The use of drugs as remedies for various types of diseases has a long tradition; however, it has only been recently recognized that the value of any given compound must be evaluated in light of its benefit to risk ratio. When prescribing drugs, physicians must look at the big picture of the drug's benefits in relation to its side effects and possib
The topics range from single molecule experiments in quantum optics and solid-state physics to analogous investigations in physical chemistry and biophysics.
Multiparticle dynamics is tightly connected with the fundamental properties of the QCD vacuum. This was reflected in the Scientific Programme of the XXVIII International Symposium on Multiparticle Dynamics. Emphasis was given during the sessions to the collective phenomena at high energies, including: fluctuations and correlations, quark-gluon plasma, QCD phase transitions (fractals, intermittency, wavelets), the QCD structure of the Pomeron, and new aspects of multiplicity distributions.

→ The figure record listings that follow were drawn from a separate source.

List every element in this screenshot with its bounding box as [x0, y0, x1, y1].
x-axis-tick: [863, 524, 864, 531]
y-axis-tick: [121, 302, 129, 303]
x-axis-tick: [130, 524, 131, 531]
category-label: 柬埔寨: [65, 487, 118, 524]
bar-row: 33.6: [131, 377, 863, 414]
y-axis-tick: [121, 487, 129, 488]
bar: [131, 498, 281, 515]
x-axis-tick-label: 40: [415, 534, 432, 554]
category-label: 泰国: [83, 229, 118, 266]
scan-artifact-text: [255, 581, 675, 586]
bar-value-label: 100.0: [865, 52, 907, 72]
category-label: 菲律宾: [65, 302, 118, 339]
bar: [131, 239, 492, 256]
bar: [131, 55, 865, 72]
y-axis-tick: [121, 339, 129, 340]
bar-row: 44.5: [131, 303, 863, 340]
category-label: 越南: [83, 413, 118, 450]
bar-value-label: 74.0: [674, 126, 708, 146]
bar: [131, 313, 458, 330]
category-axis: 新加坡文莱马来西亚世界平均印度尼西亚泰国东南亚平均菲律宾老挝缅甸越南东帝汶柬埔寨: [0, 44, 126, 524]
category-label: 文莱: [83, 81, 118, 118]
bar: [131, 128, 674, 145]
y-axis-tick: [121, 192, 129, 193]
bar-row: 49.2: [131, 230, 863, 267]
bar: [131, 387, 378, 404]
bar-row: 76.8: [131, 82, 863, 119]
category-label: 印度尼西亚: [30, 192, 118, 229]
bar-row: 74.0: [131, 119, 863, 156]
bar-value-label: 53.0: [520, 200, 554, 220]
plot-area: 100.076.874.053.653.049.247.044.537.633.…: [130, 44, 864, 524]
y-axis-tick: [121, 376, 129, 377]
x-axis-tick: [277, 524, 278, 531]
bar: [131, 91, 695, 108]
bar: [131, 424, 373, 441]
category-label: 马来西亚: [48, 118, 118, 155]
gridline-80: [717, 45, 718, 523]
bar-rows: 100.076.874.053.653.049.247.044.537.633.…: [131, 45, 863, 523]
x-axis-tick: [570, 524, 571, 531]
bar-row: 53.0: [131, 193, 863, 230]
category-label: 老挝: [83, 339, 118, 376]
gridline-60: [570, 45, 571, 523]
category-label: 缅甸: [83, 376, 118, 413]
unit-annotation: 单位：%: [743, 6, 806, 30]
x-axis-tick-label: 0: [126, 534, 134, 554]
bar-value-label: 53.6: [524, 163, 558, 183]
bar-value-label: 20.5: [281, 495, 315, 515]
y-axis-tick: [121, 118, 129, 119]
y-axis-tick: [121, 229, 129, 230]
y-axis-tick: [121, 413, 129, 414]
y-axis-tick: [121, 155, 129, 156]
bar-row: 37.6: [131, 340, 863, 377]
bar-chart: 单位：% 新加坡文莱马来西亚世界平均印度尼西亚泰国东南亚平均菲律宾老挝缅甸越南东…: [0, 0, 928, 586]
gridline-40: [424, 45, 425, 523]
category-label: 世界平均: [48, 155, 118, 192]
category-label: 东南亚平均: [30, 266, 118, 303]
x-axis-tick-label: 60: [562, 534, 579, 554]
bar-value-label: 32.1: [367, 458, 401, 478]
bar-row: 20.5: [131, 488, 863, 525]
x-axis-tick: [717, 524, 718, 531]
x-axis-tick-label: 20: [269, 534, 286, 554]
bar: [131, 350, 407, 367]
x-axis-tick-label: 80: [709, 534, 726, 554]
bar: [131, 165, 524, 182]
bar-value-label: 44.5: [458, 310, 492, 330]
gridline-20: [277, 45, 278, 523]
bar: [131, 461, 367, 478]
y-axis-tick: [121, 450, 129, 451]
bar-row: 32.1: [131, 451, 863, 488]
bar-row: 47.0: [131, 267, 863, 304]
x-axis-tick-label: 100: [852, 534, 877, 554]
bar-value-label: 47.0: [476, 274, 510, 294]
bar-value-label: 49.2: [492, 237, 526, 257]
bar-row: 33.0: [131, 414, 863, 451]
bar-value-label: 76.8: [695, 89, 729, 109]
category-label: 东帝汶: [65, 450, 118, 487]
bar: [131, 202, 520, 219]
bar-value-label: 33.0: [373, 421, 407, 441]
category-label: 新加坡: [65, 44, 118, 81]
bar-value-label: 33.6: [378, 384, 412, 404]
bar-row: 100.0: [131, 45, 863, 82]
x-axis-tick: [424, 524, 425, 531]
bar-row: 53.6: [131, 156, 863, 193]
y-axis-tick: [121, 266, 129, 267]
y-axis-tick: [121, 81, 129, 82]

This introductory level text addresses the broad range of nonequilibrium phenomena observed at short time scales. It focuses on the important questions of correlations and memory effects in dense interacting systems. Experiments on very short time scales are characterized, in particular, by strong correlations far from equilibrium, by nonlinear dynamics, and by the related phenomena of turbulence and chaos. The impressive successes of experiments using pulsed lasers to study the properties of matter and of the new methods of analysis of the early phases of heavy ion reactions have necessitated a review of the available many-body theoretical methods. The aim of this book is thus to provide an introduction to the experimental and theoretical methods that help us to understand the behaviour of such systems when disturbed on very short time scales.